Note 1236 in Brunnhölzl, K. When the Clouds Part: In the Tibetan Editions of the Uttaratantra, this verse follows I.28, and some editions omit it altogether. JKC (50) notes this fact and says that it does belong to the text since Dölpopa, Karma Könshön (a student of the Third Karmapa), Rongtön, Gö Lotsāwa, and others quote and comment on it extensively:
- སངས་རྒྱས་ཡེ་ཤེས་སེམས་ཅན་ཚོགས་ཞུགས་ཕྱིར།།
- རང་བཞིན་དྲི་མེད་དེ་ནི་གཉིས་མེད་དེ།།
- སངས་རྒྱས་རིགས་ལ་དེ་འབྲས་ཉེར་བརྟགས་ཕྱིར།།
- འགྲོ་ཀུན་སངས་རྒྱས་སྙིང་པོ་ཅན་ཏུ་གསུངས།།27།།
- Digital Sanskrit Buddhist Canon Unicode Input
- Brunnhölzl, Karl.

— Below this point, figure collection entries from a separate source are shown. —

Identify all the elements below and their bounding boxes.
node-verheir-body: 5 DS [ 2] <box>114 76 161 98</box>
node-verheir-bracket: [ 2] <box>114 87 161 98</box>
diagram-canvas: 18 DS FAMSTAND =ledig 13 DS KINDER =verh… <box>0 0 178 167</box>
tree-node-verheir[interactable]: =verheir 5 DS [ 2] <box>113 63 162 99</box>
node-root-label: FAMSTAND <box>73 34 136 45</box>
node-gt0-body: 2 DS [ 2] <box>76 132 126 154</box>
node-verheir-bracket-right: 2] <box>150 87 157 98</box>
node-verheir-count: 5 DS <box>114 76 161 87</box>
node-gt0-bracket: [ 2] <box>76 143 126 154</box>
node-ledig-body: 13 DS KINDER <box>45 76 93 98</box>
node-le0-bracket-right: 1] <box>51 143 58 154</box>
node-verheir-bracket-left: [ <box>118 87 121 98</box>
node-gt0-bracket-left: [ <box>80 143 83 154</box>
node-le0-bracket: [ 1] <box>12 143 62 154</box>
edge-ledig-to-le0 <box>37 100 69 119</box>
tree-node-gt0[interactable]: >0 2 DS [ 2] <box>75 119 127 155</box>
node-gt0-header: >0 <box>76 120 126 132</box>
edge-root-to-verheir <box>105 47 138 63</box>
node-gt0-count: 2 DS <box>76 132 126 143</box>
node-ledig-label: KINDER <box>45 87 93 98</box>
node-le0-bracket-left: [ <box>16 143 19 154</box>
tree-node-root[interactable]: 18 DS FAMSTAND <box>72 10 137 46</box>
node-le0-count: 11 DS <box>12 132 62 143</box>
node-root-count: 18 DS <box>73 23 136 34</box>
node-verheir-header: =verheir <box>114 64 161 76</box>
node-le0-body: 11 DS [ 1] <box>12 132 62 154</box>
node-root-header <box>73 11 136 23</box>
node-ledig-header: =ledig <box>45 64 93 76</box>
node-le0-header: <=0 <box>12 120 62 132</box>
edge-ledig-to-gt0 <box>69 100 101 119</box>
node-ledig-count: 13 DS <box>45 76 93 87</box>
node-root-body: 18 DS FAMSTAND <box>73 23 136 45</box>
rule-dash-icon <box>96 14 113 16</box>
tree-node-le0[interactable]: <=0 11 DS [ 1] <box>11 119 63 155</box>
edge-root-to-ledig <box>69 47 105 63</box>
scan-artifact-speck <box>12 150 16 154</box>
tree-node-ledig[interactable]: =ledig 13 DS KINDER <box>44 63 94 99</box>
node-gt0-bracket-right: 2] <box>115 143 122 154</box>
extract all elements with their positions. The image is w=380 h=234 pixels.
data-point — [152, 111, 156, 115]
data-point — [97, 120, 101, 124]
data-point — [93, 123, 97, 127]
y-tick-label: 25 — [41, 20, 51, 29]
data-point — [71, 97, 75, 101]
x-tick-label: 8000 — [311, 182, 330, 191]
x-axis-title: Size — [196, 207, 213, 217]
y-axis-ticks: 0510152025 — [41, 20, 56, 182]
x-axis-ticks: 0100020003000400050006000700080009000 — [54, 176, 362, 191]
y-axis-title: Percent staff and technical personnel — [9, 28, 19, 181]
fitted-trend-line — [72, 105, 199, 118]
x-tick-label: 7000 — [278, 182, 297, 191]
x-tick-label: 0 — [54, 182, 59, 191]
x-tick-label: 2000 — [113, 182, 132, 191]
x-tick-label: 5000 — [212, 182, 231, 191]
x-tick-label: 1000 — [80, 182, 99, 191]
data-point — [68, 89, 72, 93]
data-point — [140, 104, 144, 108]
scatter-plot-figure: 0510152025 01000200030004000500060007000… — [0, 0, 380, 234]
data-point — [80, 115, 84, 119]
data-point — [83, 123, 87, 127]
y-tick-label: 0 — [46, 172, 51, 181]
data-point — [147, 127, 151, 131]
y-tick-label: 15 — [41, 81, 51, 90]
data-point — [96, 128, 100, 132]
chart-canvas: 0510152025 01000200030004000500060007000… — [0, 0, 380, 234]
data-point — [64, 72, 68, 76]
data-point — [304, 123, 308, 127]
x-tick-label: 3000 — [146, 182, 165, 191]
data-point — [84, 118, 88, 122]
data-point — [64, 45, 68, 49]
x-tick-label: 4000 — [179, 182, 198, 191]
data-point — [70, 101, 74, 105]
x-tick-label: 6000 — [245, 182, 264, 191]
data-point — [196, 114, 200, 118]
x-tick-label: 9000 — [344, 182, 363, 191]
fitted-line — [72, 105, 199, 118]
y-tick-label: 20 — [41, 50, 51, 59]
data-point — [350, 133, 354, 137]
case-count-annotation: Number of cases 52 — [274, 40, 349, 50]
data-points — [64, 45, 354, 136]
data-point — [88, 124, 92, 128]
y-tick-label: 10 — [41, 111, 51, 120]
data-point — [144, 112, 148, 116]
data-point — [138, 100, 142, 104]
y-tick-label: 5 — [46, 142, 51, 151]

When the Clouds Part: The Uttaratantra and its Meditative Tradition as a Bridge between Sūtra and Tantra. Boston: Snow Lion Publications, an imprint of Shambhala Publications, 2014.

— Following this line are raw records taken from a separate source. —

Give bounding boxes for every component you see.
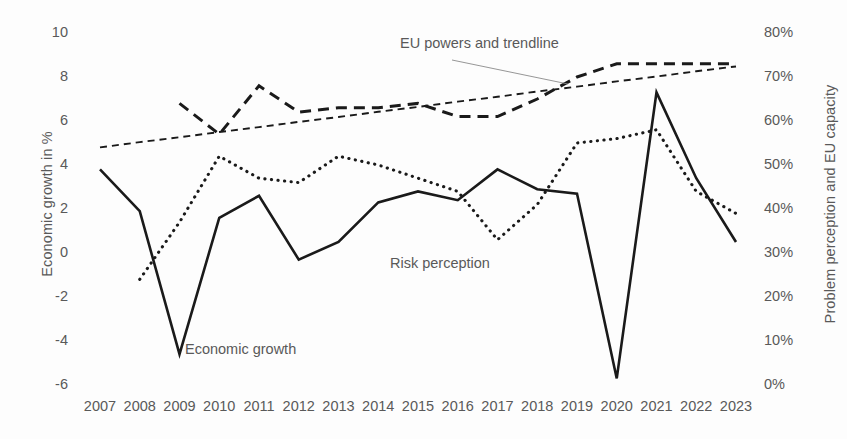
series-label-risk-perception: Risk perception (390, 255, 490, 271)
annotation-leader-line (452, 60, 568, 84)
chart-container: Economic growth in % Problem perception … (0, 0, 847, 439)
plot-area (0, 0, 847, 439)
series-label-economic-growth: Economic growth (185, 341, 296, 357)
series-path-trendline (100, 66, 736, 147)
series-label-eu-powers: EU powers and trendline (400, 35, 559, 51)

- Obermiller, E. "The Sublime Science of the Great Vehicle to Salvation Being a Manual of Buddhist Monism." Acta Orientalia IX (1931), pp. 81-306.

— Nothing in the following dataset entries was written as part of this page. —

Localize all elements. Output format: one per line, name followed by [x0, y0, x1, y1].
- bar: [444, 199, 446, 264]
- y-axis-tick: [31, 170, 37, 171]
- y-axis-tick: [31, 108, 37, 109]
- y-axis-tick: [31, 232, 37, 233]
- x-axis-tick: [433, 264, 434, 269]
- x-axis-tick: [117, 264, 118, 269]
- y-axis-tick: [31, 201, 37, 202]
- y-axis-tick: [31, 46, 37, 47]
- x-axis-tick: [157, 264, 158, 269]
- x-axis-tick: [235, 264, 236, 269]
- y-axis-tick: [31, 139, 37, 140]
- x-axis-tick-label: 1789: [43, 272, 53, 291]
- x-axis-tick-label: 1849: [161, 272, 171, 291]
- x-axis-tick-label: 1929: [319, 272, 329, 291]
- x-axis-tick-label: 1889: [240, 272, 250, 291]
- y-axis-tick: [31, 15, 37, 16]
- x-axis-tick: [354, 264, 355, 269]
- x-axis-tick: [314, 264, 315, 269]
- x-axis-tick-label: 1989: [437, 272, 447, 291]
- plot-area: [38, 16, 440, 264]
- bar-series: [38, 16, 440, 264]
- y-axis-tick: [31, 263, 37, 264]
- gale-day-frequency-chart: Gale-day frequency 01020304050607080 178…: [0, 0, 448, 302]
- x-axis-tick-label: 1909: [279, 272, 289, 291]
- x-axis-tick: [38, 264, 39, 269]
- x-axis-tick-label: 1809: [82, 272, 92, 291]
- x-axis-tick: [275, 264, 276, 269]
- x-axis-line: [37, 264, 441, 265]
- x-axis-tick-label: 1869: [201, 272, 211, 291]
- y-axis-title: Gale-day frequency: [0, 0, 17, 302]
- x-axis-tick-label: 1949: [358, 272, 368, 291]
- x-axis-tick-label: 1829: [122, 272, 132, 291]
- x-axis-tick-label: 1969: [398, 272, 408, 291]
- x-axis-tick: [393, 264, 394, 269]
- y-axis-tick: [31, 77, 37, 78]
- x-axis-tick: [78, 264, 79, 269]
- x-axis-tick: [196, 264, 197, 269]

- Takasaki, Jikido. A Study on the Ratnagotravibhāga (Uttaratantra): Being a Treatise on the Tathāgatagarbha Theory of Mahāyāna Buddhism. Serie Orientale Roma 33. Roma: Istituto Italiano per il Medio ed Estremo Oriente (ISMEO), 1966.
- Fuchs, Rosemarie, trans. Buddha Nature: The Mahayana Uttaratantra Shastra. Commentary by Jamgon Kongtrul and explanations by Khenpo Tsultrim Gyamtso. Ithaca, N. Y.: Snow Lion Publications, 2000.